How “the most generous act” of Tony Curtis’ career changed Hollywood forever

It’s funny how a little decision can result in ripples that lead to a seismic shift, although often not one that the doer even enacts consciously, which is what happened with the legendary Hollywood star Tony Curtis.

Curtis, who made his most iconic turn as one of the shape-shifting protagonists in Some Like It Hot, did something “generous”, not knowing he was thus able to help alter the course of Tinseltown forever.

The year before he landed his popular role alongside Jack Lemmon and Marilyn Monroe, he starred in The Defiant Ones opposite Sidney Poitier. He served as an executive producer with his wife, Janet Leigh (the pair ran Curtleigh Productions together), but it was Stanley Kramer who ultimately directed and produced the award-winning film.

The movie follows Curtis and Poitier as escaped prisoners, shackled together by a warden who assumes that the pair won’t make it far before prejudice takes hold and they kill one another. Despite initially acting hostile towards one another, the pair eventually gain respect for each other as they fight to both make it out alive.

Considering they were shackled together for so long, you wouldn’t think that one actor would be billed lower than the other, but in a classic, disappointing case of Hollywood racism, Poitier’s contract claimed that he would be billed as a supporting actor, while Curtis would be billed as the lead star.

It didn’t make any logical sense, and Curtis wasn’t about to let this fly. Poitier once revealed that “Tony performed the most generous act I ever received from an actor in my life. My contract called for me to be listed among the supporting actors. Tony had top billing alone, but he went to Stanley Kramer and said, ‘I want you to put Sidney’s name up there with mine’. And that’s exactly what happened.”

As a result, Poitier’s career changed forever. “That’s how I got top billing for the first time in my life. I think that speaks a lot of him,” the actor said. At the Academy Awards that year, both Curtis and Poitier went head-to-head in the ‘Best Actor’ category, rather than Poitier being reduced to ‘Best Supporting Actor’, and in the process, he made history as the first Black actor to be nominated in the category.

Considering that the Oscars had existed for around 30 years at this point, there was no excuse as to why a Black man hadn’t been nominated before, other than the racial prejudices that defined Hollywood. Poitier proved to be a major figure in the fight for visibility on the big screen, with the actor soon going on to lead many films at a time when Hollywood still prioritised white stars, even if they weren’t half as good as Poitier.

Further establishing him as a sublime talent, the ‘60s saw Poitier become one of Hollywood’s most impressive actors, with roles in the likes of In the Heat of the Night and Guess Who’s Coming to Dinner, and in 1963, he would become the first Black man to win ‘Best Actor’ for his performance in Lilies of the Field, as well as winning an Honorary Academy Award in 2001.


Exercise instructions: The answer is the full set of records, given again exactly and without images.

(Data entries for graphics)
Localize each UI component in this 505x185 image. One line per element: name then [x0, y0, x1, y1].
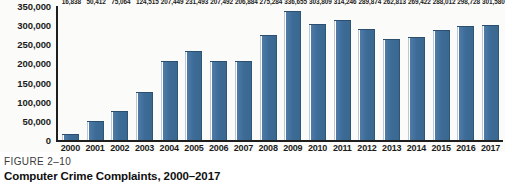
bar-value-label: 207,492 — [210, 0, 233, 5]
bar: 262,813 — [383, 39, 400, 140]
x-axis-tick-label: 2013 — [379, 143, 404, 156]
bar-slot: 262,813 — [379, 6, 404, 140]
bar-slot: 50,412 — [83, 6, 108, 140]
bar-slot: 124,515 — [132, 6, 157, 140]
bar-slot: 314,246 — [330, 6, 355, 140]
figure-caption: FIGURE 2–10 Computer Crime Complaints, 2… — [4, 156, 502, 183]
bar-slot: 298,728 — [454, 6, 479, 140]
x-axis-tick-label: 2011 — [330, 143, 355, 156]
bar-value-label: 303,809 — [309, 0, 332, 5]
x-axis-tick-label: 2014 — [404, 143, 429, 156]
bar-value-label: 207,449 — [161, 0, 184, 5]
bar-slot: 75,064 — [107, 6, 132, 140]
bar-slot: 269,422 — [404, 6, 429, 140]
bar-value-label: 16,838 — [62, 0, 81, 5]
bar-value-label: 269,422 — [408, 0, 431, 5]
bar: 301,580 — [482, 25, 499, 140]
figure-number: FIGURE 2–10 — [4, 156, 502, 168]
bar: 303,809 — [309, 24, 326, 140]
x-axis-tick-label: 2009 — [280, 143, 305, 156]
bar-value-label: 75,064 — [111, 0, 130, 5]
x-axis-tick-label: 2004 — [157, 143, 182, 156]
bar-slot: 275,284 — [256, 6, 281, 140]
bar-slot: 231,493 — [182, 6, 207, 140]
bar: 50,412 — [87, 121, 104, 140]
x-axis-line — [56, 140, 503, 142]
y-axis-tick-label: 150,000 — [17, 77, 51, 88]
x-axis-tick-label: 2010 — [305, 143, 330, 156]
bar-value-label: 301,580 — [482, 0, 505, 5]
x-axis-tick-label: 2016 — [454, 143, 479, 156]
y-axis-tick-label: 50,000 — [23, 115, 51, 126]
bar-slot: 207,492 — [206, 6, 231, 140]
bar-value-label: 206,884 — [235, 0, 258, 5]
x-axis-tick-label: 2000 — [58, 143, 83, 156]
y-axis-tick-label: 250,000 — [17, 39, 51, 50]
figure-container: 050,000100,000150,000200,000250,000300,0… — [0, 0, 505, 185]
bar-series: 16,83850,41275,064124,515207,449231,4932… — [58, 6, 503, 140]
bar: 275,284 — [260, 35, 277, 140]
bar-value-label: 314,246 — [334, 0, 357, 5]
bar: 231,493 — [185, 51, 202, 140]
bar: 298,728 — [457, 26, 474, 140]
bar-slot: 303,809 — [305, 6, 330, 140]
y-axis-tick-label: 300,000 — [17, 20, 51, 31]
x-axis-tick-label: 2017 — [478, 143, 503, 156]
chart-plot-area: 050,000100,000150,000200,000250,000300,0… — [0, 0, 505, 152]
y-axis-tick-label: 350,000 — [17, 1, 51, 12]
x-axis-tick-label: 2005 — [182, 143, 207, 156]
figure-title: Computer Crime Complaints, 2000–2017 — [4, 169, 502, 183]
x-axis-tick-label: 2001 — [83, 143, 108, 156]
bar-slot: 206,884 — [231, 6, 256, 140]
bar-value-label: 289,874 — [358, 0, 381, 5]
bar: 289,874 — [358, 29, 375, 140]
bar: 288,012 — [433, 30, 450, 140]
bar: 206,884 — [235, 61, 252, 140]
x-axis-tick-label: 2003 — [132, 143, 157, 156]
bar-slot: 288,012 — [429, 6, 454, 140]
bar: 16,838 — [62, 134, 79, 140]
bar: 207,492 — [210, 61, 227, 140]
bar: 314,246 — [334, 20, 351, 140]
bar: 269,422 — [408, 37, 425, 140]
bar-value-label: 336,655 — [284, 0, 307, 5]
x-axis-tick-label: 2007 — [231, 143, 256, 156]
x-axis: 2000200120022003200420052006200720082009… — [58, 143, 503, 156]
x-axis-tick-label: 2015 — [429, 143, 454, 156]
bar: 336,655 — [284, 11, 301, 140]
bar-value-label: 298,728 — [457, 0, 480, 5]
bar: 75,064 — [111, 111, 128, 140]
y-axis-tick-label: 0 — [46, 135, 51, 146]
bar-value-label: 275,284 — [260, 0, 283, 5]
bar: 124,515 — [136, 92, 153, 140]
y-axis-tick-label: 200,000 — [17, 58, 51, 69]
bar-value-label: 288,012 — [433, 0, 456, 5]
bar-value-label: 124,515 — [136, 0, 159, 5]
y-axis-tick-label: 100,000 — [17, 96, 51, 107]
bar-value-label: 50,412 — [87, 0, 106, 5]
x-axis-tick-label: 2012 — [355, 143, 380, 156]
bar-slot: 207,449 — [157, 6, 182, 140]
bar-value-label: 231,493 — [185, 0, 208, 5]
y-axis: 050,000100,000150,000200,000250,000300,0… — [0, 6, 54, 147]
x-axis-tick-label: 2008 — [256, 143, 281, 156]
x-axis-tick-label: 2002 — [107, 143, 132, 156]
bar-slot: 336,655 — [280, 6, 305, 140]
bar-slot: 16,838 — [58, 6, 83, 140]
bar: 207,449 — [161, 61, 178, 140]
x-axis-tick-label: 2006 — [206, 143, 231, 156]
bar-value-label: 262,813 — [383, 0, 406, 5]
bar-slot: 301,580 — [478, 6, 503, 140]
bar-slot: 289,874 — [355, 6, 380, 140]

Solution to this exercise:
Localize each UI component in this 505x185 image. One line per element: name then [x0, y0, x1, y1].
bar-value-label: 207,492 — [210, 0, 233, 5]
bar: 262,813 — [383, 39, 400, 140]
x-axis-tick-label: 2013 — [379, 143, 404, 156]
bar-slot: 262,813 — [379, 6, 404, 140]
bar-slot: 50,412 — [83, 6, 108, 140]
bar-slot: 124,515 — [132, 6, 157, 140]
bar-slot: 314,246 — [330, 6, 355, 140]
figure-caption: FIGURE 2–10 Computer Crime Complaints, 2… — [4, 156, 502, 183]
bar-slot: 298,728 — [454, 6, 479, 140]
x-axis-tick-label: 2011 — [330, 143, 355, 156]
bar-value-label: 303,809 — [309, 0, 332, 5]
x-axis-tick-label: 2014 — [404, 143, 429, 156]
bar-value-label: 207,449 — [161, 0, 184, 5]
bar-slot: 75,064 — [107, 6, 132, 140]
bar-slot: 269,422 — [404, 6, 429, 140]
bar-value-label: 16,838 — [62, 0, 81, 5]
bar-value-label: 269,422 — [408, 0, 431, 5]
bar: 301,580 — [482, 25, 499, 140]
figure-number: FIGURE 2–10 — [4, 156, 502, 168]
bar: 303,809 — [309, 24, 326, 140]
x-axis-tick-label: 2009 — [280, 143, 305, 156]
bar-value-label: 75,064 — [111, 0, 130, 5]
x-axis-tick-label: 2004 — [157, 143, 182, 156]
bar-slot: 275,284 — [256, 6, 281, 140]
bar-slot: 231,493 — [182, 6, 207, 140]
bar: 50,412 — [87, 121, 104, 140]
x-axis-line — [56, 140, 503, 142]
y-axis-tick-label: 150,000 — [17, 77, 51, 88]
x-axis-tick-label: 2010 — [305, 143, 330, 156]
bar-value-label: 301,580 — [482, 0, 505, 5]
x-axis-tick-label: 2016 — [454, 143, 479, 156]
y-axis-tick-label: 50,000 — [23, 115, 51, 126]
bar-slot: 207,492 — [206, 6, 231, 140]
bar-value-label: 206,884 — [235, 0, 258, 5]
x-axis-tick-label: 2000 — [58, 143, 83, 156]
y-axis-tick-label: 250,000 — [17, 39, 51, 50]
figure-container: 050,000100,000150,000200,000250,000300,0… — [0, 0, 505, 185]
bar-series: 16,83850,41275,064124,515207,449231,4932… — [58, 6, 503, 140]
bar: 275,284 — [260, 35, 277, 140]
bar-value-label: 314,246 — [334, 0, 357, 5]
bar: 231,493 — [185, 51, 202, 140]
bar: 298,728 — [457, 26, 474, 140]
bar-slot: 303,809 — [305, 6, 330, 140]
y-axis-tick-label: 300,000 — [17, 20, 51, 31]
x-axis-tick-label: 2017 — [478, 143, 503, 156]
chart-plot-area: 050,000100,000150,000200,000250,000300,0… — [0, 0, 505, 152]
y-axis-tick-label: 350,000 — [17, 1, 51, 12]
x-axis-tick-label: 2005 — [182, 143, 207, 156]
figure-title: Computer Crime Complaints, 2000–2017 — [4, 169, 502, 183]
x-axis-tick-label: 2001 — [83, 143, 108, 156]
bar-slot: 206,884 — [231, 6, 256, 140]
bar-value-label: 289,874 — [358, 0, 381, 5]
bar: 289,874 — [358, 29, 375, 140]
bar: 288,012 — [433, 30, 450, 140]
bar: 206,884 — [235, 61, 252, 140]
x-axis-tick-label: 2003 — [132, 143, 157, 156]
bar-slot: 288,012 — [429, 6, 454, 140]
bar: 16,838 — [62, 134, 79, 140]
bar: 207,492 — [210, 61, 227, 140]
bar: 314,246 — [334, 20, 351, 140]
bar: 269,422 — [408, 37, 425, 140]
bar-value-label: 336,655 — [284, 0, 307, 5]
x-axis-tick-label: 2007 — [231, 143, 256, 156]
x-axis: 2000200120022003200420052006200720082009… — [58, 143, 503, 156]
x-axis-tick-label: 2015 — [429, 143, 454, 156]
bar: 336,655 — [284, 11, 301, 140]
bar-value-label: 298,728 — [457, 0, 480, 5]
bar: 75,064 — [111, 111, 128, 140]
y-axis-tick-label: 0 — [46, 135, 51, 146]
bar-value-label: 275,284 — [260, 0, 283, 5]
bar: 124,515 — [136, 92, 153, 140]
y-axis-tick-label: 200,000 — [17, 58, 51, 69]
bar-value-label: 288,012 — [433, 0, 456, 5]
bar-value-label: 124,515 — [136, 0, 159, 5]
y-axis-tick-label: 100,000 — [17, 96, 51, 107]
bar-value-label: 50,412 — [87, 0, 106, 5]
x-axis-tick-label: 2012 — [355, 143, 380, 156]
bar-slot: 207,449 — [157, 6, 182, 140]
bar-value-label: 231,493 — [185, 0, 208, 5]
y-axis: 050,000100,000150,000200,000250,000300,0… — [0, 6, 54, 147]
x-axis-tick-label: 2008 — [256, 143, 281, 156]
x-axis-tick-label: 2002 — [107, 143, 132, 156]
bar-slot: 336,655 — [280, 6, 305, 140]
bar-slot: 16,838 — [58, 6, 83, 140]
bar: 207,449 — [161, 61, 178, 140]
x-axis-tick-label: 2006 — [206, 143, 231, 156]
bar-value-label: 262,813 — [383, 0, 406, 5]
bar-slot: 301,580 — [478, 6, 503, 140]
bar-slot: 289,874 — [355, 6, 380, 140]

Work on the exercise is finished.